Food and stuff

Sep 02, 2009 12:44

As I've mentioned, I have a lot of free time on my hands these days. As everyone else says, though, "Not for long!" We'll see when the semester starts, but I'll still have a lot of voided non-school time, especially weekends and evenings and mornings and afternoons; my school is in these big scary blocks.
So. I've taken to coming up with rituals to keep myself from going crazy. Among these rituals includes making food rather than eating out. I must say, I've saved quite a bit of money by not eating at school (out of necessity) every day. As a result, I've taken to looking at food labels more than usual. As an organic foodie, I tend to do this anyway, but usually resign myself to having to eat something I don't want or like occasionally, or something I believe is straight-up toxic even though I protest to its use in the first place.
I've been thinking about what I should do. Since I make all my own food now, I can actually control what goes into my meals and my beverages and all that. So I've come up with some fun rules. Play along!
- If I'm using eating a pre-made food item (pasta, yogurt, etc.), that item should contain things from a whole-food item and be listed as such on the label. "Wild Rice," "Quinoa," and "Milk" count as whole foods.
- Reduce the number of non-food ingredients to as few as possible when possible. This includes things that have been processed in one step or more, such as mechanical extraction or hydrogenation. "Evaporated cane syrup" still counts as a "process" by this rule, as does hydrogenation and "flavoring," whether natural or unnatural.
- Try to reduce the overall number of ingredients to as few as are reasonably possible within a food product. If you're buying bread, how many ingredients does it have? If you're buying yogurt, does it have more than two or three ingredients (milk, cultures...maybe juice for flavor. What else do you need?)
- Are you drinking pure processed sugar and factory produced chemicals? Ew. Try some tea or juice instead. Or water; water can taste good, too; I think we just have the idea that it tastes like nothing. For the record, I'm curious to know if anything in Coke Zero comes from the world or if it's just made in one of those Star Trek materializer gadgets.
- How many unnecessary ingredients are in your food? Sugar, salt, and other things that you don't even really think of when you're consuming it. For example, I put sugar in my coffee so it willt taste sweet, but do I really need sugar in my bread, my tea, my yogurt? No. No I don't. Honestly, I only need flavoring in my yogurt because the taste of it usually makes me gag a little, so a little lime or lemon juice alone does the trick.

And that's pretty much the name of the game. Last night I even had this urge to order a pizza; I was fucking starving. I took a few deep breaths and thought to myself: What do I have in the house that's real food? I made an awesome sandwich and drank some tea on the side. I've been looking for alternatives to scary recovery drinks for my new gym plan, and settled on pure Grape Juice, which seems to have the highest content of simple carbohydrates for anabolic etc, etc (45g per cup; more than fucking lemonade). I've been eating sunflower kernels between meals, but next time I'm going to get the bulk unsalted ones, because the kind I have now are honestly way too salty.
What else...ah. All this is in the wake of two books I finished: The Way of the Peaceful Warrior and Oryx and Crake. Read them, or suffer the consequences of my thorough synopses and light critiques of both!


◆ TASK PROMPT: Filter on the word "name": copy each matching line from the listing below.

_ _ _ _ _

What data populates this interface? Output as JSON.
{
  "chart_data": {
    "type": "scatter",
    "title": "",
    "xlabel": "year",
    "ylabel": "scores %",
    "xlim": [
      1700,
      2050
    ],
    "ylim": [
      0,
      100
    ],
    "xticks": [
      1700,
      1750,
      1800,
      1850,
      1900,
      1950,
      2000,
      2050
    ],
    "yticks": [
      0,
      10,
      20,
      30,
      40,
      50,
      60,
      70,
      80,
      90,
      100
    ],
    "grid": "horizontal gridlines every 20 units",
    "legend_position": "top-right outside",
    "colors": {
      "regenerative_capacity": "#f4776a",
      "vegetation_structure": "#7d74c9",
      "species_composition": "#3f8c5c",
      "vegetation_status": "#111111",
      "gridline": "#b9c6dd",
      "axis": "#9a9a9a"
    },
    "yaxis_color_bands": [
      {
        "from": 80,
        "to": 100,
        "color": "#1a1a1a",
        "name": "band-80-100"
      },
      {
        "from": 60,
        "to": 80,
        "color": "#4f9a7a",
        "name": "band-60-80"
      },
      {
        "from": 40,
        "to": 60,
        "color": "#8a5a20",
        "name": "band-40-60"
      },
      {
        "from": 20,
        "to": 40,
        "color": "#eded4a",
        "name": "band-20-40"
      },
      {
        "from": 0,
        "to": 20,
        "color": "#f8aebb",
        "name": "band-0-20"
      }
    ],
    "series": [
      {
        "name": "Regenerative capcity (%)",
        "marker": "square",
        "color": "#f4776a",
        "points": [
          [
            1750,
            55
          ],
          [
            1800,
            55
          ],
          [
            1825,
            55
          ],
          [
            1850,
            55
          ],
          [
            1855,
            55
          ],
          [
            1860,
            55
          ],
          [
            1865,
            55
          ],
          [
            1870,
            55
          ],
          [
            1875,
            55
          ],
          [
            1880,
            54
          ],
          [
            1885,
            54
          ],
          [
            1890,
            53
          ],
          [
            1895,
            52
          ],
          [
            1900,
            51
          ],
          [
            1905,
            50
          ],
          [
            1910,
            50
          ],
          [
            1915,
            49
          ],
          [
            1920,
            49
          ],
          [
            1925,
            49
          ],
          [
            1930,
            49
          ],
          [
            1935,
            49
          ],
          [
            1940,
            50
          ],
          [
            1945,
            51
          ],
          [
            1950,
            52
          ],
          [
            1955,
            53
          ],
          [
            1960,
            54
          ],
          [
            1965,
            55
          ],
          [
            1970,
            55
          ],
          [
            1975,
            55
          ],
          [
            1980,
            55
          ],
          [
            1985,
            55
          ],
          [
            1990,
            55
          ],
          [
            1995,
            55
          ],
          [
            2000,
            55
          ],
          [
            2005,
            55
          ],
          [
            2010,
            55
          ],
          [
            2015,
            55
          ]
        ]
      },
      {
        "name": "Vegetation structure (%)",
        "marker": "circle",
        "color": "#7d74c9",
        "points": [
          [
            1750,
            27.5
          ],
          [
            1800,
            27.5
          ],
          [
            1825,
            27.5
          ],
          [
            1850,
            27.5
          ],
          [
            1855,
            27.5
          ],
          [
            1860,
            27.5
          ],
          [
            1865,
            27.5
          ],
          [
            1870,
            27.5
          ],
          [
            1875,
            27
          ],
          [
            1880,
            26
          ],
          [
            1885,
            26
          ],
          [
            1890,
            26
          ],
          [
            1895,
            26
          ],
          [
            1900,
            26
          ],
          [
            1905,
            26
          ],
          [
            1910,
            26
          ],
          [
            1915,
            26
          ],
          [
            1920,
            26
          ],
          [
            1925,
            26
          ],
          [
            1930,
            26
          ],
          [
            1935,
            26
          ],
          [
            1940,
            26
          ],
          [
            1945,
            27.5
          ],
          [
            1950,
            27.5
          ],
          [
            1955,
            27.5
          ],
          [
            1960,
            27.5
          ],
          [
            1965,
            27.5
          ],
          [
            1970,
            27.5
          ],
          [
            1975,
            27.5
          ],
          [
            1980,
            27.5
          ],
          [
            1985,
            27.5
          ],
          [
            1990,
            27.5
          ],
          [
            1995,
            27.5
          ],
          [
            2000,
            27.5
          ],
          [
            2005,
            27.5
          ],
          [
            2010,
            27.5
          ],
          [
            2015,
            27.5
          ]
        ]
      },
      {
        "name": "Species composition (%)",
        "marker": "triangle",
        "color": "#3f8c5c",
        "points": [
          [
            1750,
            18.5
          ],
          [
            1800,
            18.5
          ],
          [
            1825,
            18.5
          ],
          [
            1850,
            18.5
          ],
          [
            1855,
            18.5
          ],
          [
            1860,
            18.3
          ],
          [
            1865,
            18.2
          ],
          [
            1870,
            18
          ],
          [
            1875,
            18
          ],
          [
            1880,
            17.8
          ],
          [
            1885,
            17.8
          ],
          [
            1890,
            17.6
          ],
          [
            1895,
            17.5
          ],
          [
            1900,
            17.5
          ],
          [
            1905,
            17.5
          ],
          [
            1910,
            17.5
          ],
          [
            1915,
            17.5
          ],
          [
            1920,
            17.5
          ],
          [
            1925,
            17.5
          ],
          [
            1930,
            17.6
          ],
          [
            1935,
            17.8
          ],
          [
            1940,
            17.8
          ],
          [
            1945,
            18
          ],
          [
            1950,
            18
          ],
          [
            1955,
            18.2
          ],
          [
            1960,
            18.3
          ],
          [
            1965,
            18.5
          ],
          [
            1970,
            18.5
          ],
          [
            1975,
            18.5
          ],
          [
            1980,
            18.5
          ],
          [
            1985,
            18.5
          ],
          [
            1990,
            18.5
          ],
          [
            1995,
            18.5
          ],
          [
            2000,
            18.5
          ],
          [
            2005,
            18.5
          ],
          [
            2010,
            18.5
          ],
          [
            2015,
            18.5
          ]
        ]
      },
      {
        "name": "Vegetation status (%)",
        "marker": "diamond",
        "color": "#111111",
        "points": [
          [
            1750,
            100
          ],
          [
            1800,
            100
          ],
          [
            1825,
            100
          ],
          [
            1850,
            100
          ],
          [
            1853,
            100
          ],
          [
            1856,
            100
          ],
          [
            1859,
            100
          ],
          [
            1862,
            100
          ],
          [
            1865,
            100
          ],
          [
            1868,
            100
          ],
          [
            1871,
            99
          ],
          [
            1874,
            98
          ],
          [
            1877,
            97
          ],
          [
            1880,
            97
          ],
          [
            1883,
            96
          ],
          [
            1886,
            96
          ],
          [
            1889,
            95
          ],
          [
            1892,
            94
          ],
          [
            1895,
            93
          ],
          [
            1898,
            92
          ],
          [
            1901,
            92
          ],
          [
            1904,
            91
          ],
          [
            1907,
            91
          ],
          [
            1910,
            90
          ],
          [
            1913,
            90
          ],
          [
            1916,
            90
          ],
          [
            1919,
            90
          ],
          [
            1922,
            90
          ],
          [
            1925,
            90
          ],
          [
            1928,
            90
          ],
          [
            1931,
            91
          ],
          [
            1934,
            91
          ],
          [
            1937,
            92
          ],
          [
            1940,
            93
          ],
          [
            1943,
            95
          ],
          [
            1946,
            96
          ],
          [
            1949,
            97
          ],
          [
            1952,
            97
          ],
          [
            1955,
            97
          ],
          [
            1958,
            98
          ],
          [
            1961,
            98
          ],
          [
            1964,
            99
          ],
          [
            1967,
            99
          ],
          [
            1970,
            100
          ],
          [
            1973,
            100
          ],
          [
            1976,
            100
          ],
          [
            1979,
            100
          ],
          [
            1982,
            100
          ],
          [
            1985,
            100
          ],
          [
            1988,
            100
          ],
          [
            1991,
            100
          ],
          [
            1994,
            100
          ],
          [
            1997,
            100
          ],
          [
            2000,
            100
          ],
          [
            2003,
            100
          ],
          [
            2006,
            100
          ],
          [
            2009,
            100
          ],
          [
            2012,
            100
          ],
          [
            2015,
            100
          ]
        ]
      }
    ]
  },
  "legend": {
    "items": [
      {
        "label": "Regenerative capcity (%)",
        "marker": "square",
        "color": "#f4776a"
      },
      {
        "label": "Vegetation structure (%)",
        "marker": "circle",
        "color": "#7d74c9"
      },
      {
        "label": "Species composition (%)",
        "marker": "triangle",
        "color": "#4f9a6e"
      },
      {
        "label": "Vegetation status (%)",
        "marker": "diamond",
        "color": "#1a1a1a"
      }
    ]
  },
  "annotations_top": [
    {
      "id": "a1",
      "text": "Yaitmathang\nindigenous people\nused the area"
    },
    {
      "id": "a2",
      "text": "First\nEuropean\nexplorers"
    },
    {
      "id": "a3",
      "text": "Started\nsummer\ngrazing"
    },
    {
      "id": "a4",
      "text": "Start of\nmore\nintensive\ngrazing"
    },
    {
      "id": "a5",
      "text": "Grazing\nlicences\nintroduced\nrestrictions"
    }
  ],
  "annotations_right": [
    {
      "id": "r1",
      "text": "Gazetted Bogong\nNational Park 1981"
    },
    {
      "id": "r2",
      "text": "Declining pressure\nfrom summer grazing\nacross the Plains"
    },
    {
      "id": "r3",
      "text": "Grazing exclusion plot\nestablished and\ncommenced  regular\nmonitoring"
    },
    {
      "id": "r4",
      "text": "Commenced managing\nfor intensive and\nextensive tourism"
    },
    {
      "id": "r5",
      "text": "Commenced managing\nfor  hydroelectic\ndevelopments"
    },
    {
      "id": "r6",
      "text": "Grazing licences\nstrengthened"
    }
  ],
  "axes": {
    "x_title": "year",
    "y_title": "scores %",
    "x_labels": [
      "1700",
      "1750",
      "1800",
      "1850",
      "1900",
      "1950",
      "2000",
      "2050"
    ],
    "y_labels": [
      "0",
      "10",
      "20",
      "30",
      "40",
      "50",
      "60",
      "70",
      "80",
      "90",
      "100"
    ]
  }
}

_ _ _ _ _

◆ SOLUTION:
        "name": "band-80-100"
        "name": "band-60-80"
        "name": "band-40-60"
        "name": "band-20-40"
        "name": "band-0-20"
        "name": "Regenerative capcity (%)",
        "name": "Vegetation structure (%)",
        "name": "Species composition (%)",
        "name": "Vegetation status (%)",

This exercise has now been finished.